Linear Inequalities: Solving, Graphing, and the One Sign-Flip Rule
Inequalities solve like equations — except for one twist. Multiply or divide by a negative and the inequality sign flips. Master that single rule and you'll solve every CBE inequality on autopilot.
Same as equations — with one twist
Solving an inequality looks identical to solving an equation: distribute, combine, isolate, divide. But the moment you multiply or divide by a negative number, the inequality sign flips direction. Miss that one rule and you've miss-answered the whole question.

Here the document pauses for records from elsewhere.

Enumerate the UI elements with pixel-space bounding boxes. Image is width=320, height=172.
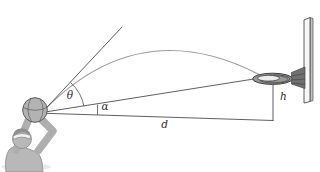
diagram-canvas: θ α d h [0, 0, 320, 172]
player-right-arm [38, 119, 53, 151]
height-label: h [280, 90, 287, 102]
rim-opening [258, 75, 280, 81]
alpha-label: α [101, 100, 108, 112]
basketball-player [5, 119, 53, 172]
basketball-rim [253, 73, 293, 84]
distance-line [42, 113, 273, 120]
trajectory-arc [42, 51, 259, 113]
basketball [23, 98, 48, 123]
rim-bracket [292, 67, 306, 89]
bracket-body [292, 67, 306, 89]
backboard [304, 18, 310, 104]
theta-label: θ [67, 89, 74, 101]
projectile-diagram: θ α d h [0, 0, 320, 172]
distance-label: d [161, 118, 168, 130]
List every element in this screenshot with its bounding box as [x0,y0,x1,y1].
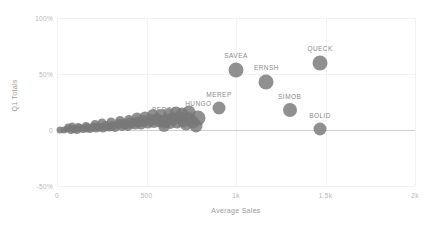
data-point-label: SAVEA [224,52,247,59]
y-axis-tick-labels: 100%50%0-50% [22,18,53,186]
x-gridline [147,18,148,186]
data-point-label: BERGS [152,106,177,113]
x-tick-label: 1k [232,192,239,199]
x-tick-label: 2k [411,192,418,199]
y-gridline [57,18,415,19]
data-point-label: SIMOB [278,93,301,100]
x-gridline [57,18,58,186]
y-tick-label: 100% [35,15,53,22]
y-tick-label: -50% [37,183,53,190]
scatter-chart: Q1 Totals 100%50%0-50% BERGSHUNGOMEREPSA… [0,0,424,229]
x-axis-title: Average Sales [57,207,415,214]
data-point-merep[interactable] [212,101,225,114]
data-point[interactable] [82,122,90,130]
data-point-simob[interactable] [283,103,297,117]
data-point[interactable] [98,119,107,128]
y-axis-title: Q1 Totals [11,66,18,126]
y-gridline [57,186,415,187]
plot-area: BERGSHUNGOMEREPSAVEAERNSHSIMOBQUECKBOLID [57,18,415,186]
data-point[interactable] [91,120,99,128]
x-tick-label: 500 [141,192,153,199]
data-point-hungo[interactable] [191,110,206,125]
data-point-bolid[interactable] [314,122,327,135]
data-point[interactable] [74,123,82,131]
x-tick-label: 0 [55,192,59,199]
data-point-queck[interactable] [313,55,328,70]
data-point-label: QUECK [307,45,332,52]
x-gridline [326,18,327,186]
data-point-label: BOLID [309,112,331,119]
data-point-savea[interactable] [229,62,244,77]
y-tick-label: 0 [49,127,53,134]
x-gridline [415,18,416,186]
x-axis-tick-labels: 05001k1.5k2k [57,192,415,204]
data-point[interactable] [69,122,76,129]
x-tick-label: 1.5k [319,192,333,199]
data-point-bergs[interactable] [158,116,171,129]
x-gridline [236,18,237,186]
y-tick-label: 50% [39,71,53,78]
data-point-ernsh[interactable] [259,74,274,89]
data-point-label: HUNGO [185,100,211,107]
data-point-label: ERNSH [254,64,279,71]
data-point-label: MEREP [206,91,231,98]
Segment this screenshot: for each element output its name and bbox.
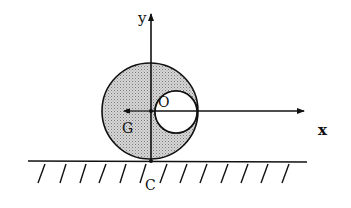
center-label-o: O	[158, 94, 169, 110]
x-axis-label: x	[318, 121, 328, 139]
c-point	[149, 159, 153, 163]
rolling-disk-diagram: y x O G C	[0, 0, 351, 208]
c-label: C	[145, 177, 156, 193]
y-axis-label: y	[137, 9, 147, 27]
o-point	[149, 109, 153, 113]
ground-hatching	[38, 164, 289, 183]
g-label: G	[122, 120, 133, 136]
diagram-canvas: y x O G C	[0, 0, 351, 208]
ground	[28, 161, 307, 183]
g-point	[126, 109, 130, 113]
ground-line	[28, 161, 307, 162]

Multiply or divide by a negative → FLIP the inequality. > becomes <, ≤ becomes ≥. Adding or subtracting never flips the sign. Multiplying or dividing by a positive never flips it either. Only negative coefficients trigger the flip.
The four symbols
- < or >
- Strict inequality: the number itself is not included. Graph with an open circle.
- ≤ or ≥
- Includes equality: the number is included. Graph with a closed (filled) circle.
Worked example: standard solve
Sign-flip example
Graphing on a number line
Two-variable inequalities
Inequalities with both x and y graph as a shaded half-plane. The boundary line is dashed for < / >, solid for ≤ / ≥.
Pick a test point not on the line (the origin (0, 0) is easiest if it's not on the line). Substitute. If true, shade that side. If false, shade the other side.
3-second recap
- Solve like an equation — except flip the sign when you multiply/divide by a negative.
- Open circle → strict (<, >); closed circle → includes (≤, ≥).
- Two-variable: dashed for strict, solid for includes-equal; pick a test point to decide which side to shade.